According to a study published in Science Advances, climate change has already doubled the chances of a disastrous flood in California in the next four decades. For geologists, it would be something completely different, due to its dimensions, to everything that has been seen until today.
The impact on the US supply chain
What they have seen is that climate change supercharges intense rainfall events, causing flash floods to occur more regularly. CNN reports that this phenomenon has already been observed several times this summer in eastern Kentucky, Saint Louis, and even in California's Death Valley National Park. But, they warn, that what they announce could cover the entire state of California.
Climate change doubles the risk of a sequence of very serious storms, but each additional degree of warming will further increase that risk."

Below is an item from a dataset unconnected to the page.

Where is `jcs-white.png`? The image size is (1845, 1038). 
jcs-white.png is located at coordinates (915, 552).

"Climate change has probably already doubled the risk of a sequence of extremely serious storms in California, like the one mentioned in the study. But each additional degree of warming will further increase that risk," Daniel Swain, a climate scientist at the University of California, Los Angeles, and co-author of the study.
A major storm scenario model published in 2011 already showed that the scale of the floods and the economic consequences would affect practically all of California, Univisión details. The new research suggests that the area with the most destruction would be California's Central Valley, including Sacramento, Fresno, and Bakersfield. However, according to the US Geological Survey, the impact would be felt by the entire country because it would affect the food chain throughout the United States because the Central Valley produces a quarter of the country's supplies.

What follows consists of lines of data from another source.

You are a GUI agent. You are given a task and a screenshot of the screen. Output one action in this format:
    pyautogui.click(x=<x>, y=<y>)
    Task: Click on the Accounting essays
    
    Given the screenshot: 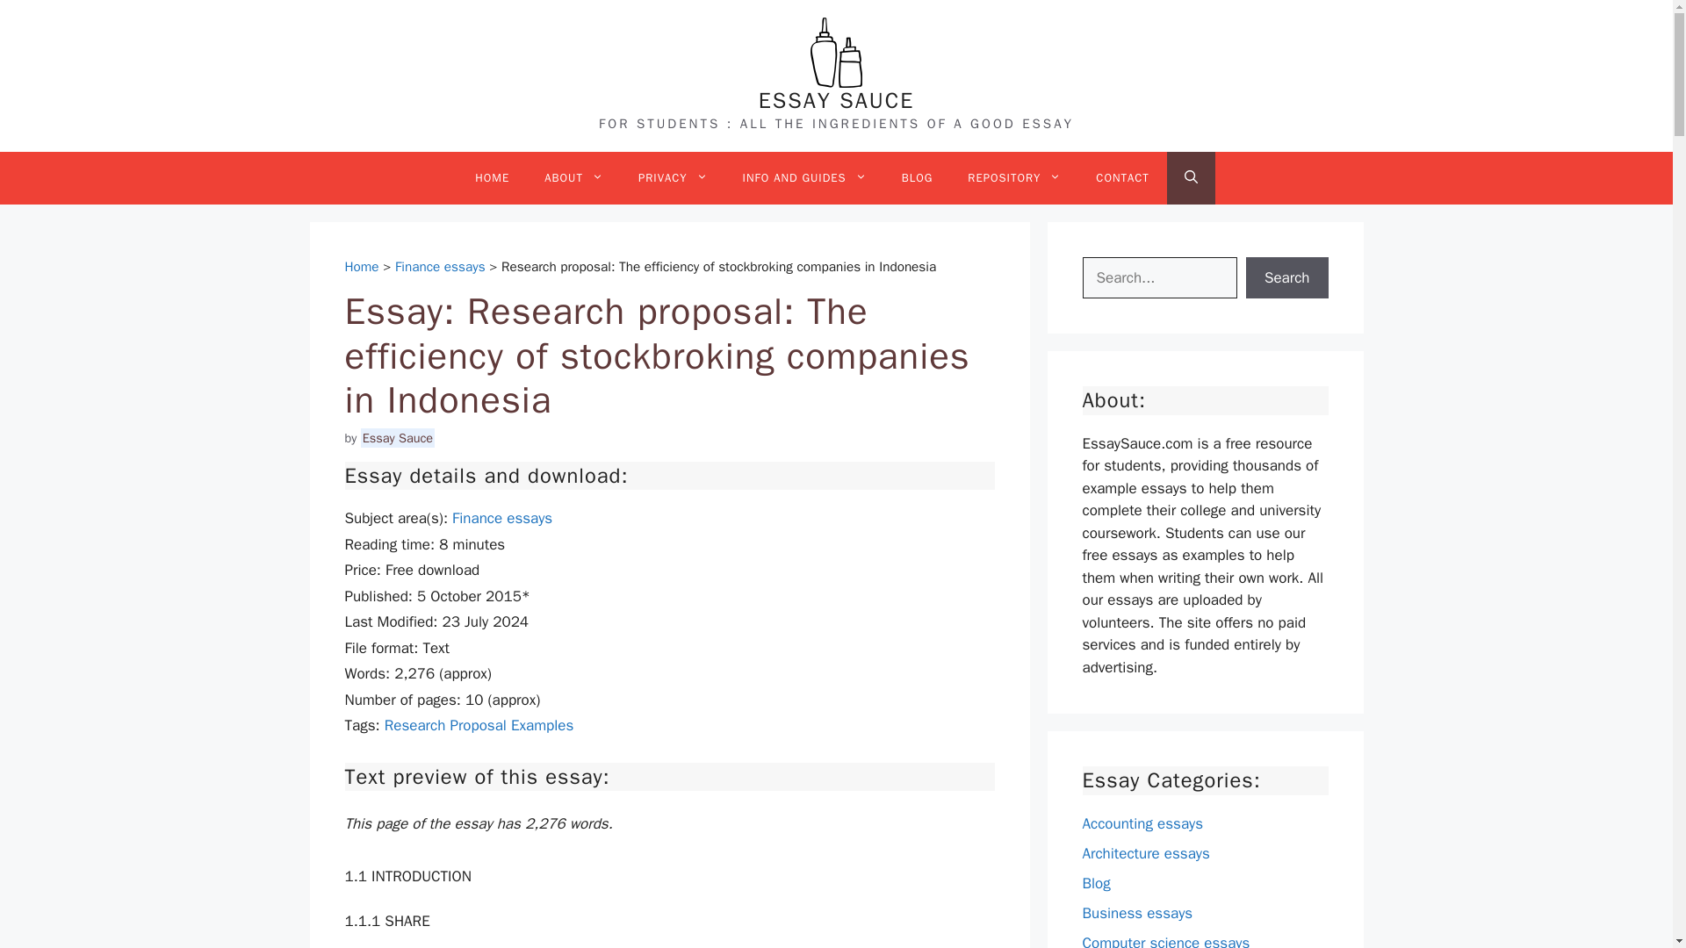 What is the action you would take?
    pyautogui.click(x=1142, y=824)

Storms at the end of this century could generate up to 400% more water
These megafloods would turn the California lowlands into a "vast inland sea." In fact, according to geologists, this phenomenon could have occurred before in the state. The difference, they explain, is that climate change is increasing the probability of these catastrophic disasters, causing them to occur more often than not every 25 or 50 years.
Repeat the mega-flood of the winter of 1861-1862
The last mega-flood was in the winter of 1861-1862. They were episodes of winter storms that lasted weeks and killed thousands of people. Flooding affected virtually all of California's lowlands, transforming the interior Sacramento and San Joaquin valleys into a temporary inland sea and inundating much of the coastal plain in what are now Los Angeles and Orange counties.

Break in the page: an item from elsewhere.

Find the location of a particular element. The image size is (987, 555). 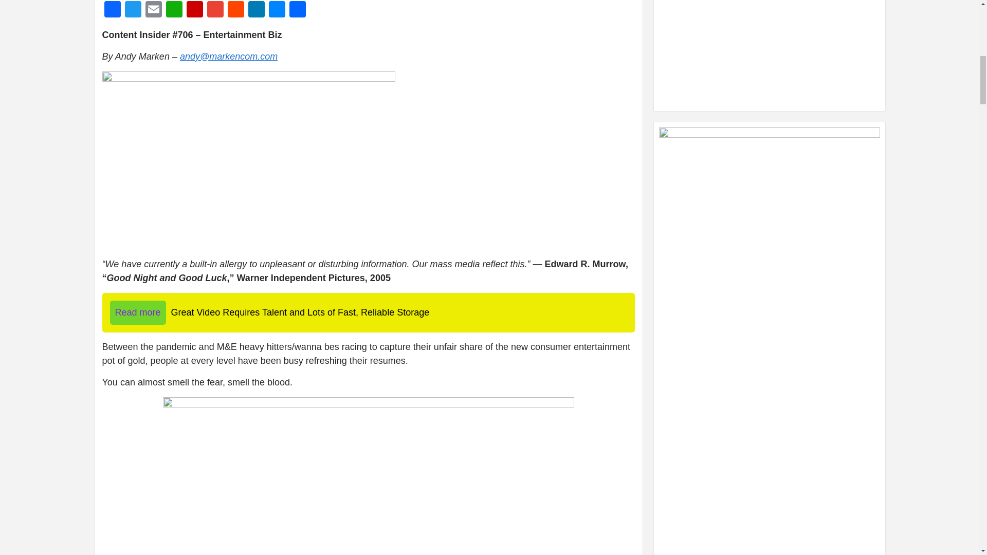

Flipboard is located at coordinates (194, 10).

Climate change is accelerating everything. Eventually (the mega-flood) is going to happen."
Scientists have used new weather models and climate forecasts to look at two scenarios: what a similar storm system would look like today and by the end of the century. What they found was that, due to climate change, a flood on a scale similar to that of 1861-62 is now twice as likely to occur.
The researchers detail that floods of a magnitude equal to or greater than those occur five to seven times per millennium; that is, an annual probability of 1.0 to 0.5% or a recurrence interval of 100 to 200 years. "But climate change is accelerating everything. It's going to happen eventually," says Swain.
The study by Daniel Swain and Xingying Huang shows that storms at the end of this century could generate up to 400% more water circulating in the Sierra Nevada mountains than there is now.